Step 6: Build a review collection process
Reviews are the most visible trust signal and a major ranking factor. The single biggest lift comes from making the ask immediate and frictionless:
- Send the review link via SMS within 2 hours of treatment, when satisfaction is highest.
- Use a short URL (g.page/r/short-id) — long URLs drop response rate by 50%+.
- Ask verbally before they leave: “If you have 30 seconds, a review really helps us.”
- Respond to every review — positive and negative — within 48 hours.
Most clinics that systematise this go from 1–2 reviews/month to 10–25 within a quarter.
Step 7: Pre-fill Q&A
GBP Q&A is publicly visible and directly affects which queries your profile shows for. Pre-fill the most common questions you actually get on the phone:
- “Do you offer Medicare-rebated services?”

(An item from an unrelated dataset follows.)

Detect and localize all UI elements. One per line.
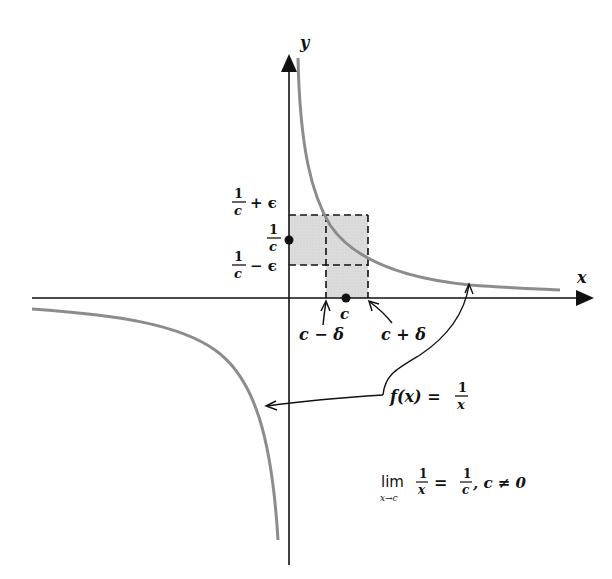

- “What forms of payment do you accept?”
- “What's your cancellation policy?”
- “Do I need a consultation before [treatment]?”
- “Are you accepting new patients?”
Ongoing maintenance
GBP isn't set-and-forget. Monthly checklist:
- Weekly: Post one update.
- Weekly: Respond to all new reviews.
- Monthly: Add 1–2 fresh photos.
- Monthly: Audit Q&A — answer any new questions, update outdated info.
- Quarterly: NAP audit across all listings.
Bonus: A custom-built clinic website pulls live GBP reviews onto your homepage — double trust signal, double SEO benefit.
Next steps
Set aside 2 hours this week to do steps 1–4. The remaining steps build into a weekly habit. Most clinics see local-3-pack improvement within 4–8 weeks.
Frequently Asked Questions
What category should an aesthetic clinic use?
“Medical Spa” is the most common primary category for cosmetic injectables and device-based aesthetic treatments. “Skin Care Clinic” or “Beauty Salon” can be secondary. Avoid generic categories like “Health Care” — they rank for nothing.
How do I get more Google reviews?
Send a Google review link via SMS within 2 hours of treatment, when satisfaction is highest. Ask for a review verbally before they leave. Make the link as short as possible. Most clinics see 5–15x increase in review velocity once this becomes a standard process.
How often should I post on Google Business Profile?
Weekly is the sustainable cadence — case study snippets, booking tips, treatment information, before/after photos (with consent and TGA compliance for cosmetic injectables). GBP Posts age out after 7 days, so consistent posting matters more than perfect posting.
Can I change my GBP category later?
Yes, but expect a 2–4 week ranking dip during the change. Pick the right primary category up front to avoid the disruption.